If you watch enough episodes of House Hunters, Property Virgins, Sell This House and Property Ladder, you’re sure to see just about every hip neighborhood in Chicago. These shows, all “reality” house-hunting or –renovating shows on cable channels such as HGTV, TLC and A&E, frequently feature Chicagoans either searching for, selling or trying to transform their residences into a dream home.

How much, though, do these shows teach us about Chicago’s housing market? Not much. They may be called “reality” shows, but there isn’t much realistic about it.

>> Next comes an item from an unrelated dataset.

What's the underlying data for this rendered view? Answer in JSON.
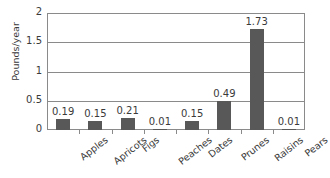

Chicago Tribune columnist Mary Ellen Podmolik wrote about a local couple and real estate agent who will be featured on HGTV’s House Hunters on Dec. 10. In her column, Podmolik writes that both the agent and homebuyers soon discovered that there was precious little reality in the “reality” TV show.

The premise of House Hunters is that buyers look at three homes and then pick the one that they like best. There’s supposed to be some drama, too, in waiting to see if the couple actually qualifies for and gets the residence of their dreams.

Not surprisingly, as Podmolik writes, most of this drama is fake. For instance, in the episode airing this week, the couple looks at three residences in Chicago’s Lakeview neighborhood. But the buyers had made up their minds on what home they were going to buy before the episode filmed. Of the three homes they looked at, one was already under contract to another buyer.

In the story, the agent working with the couple said that House Hunters doesn’t really teach viewers anything about what buying a home is really all about. I can vouch for that. For one thing, most buyers will look at far more than three houses or condominiums before finding the residence that’s right for them.

There is one important lesson, though, that shows like House Hunters can teach viewers: These shows do a good job cluing viewers in on how much residential real estate typically costs in a given neighborhood. For the House Hunters show airing this week, the three homes that the buyers looked at in Lakeview cost from $355,000 to $415,000. It’s an accurate representation of what these types of attached, single-family housing cost in this neighborhood.

Next time you’re watching one of the cable home shows, remember that not everything you’re seeing is real. Remember, too, that this is a good thing: Do you want to watch buyers look at 15 to 20 houses before making a decision? Didn’t think so.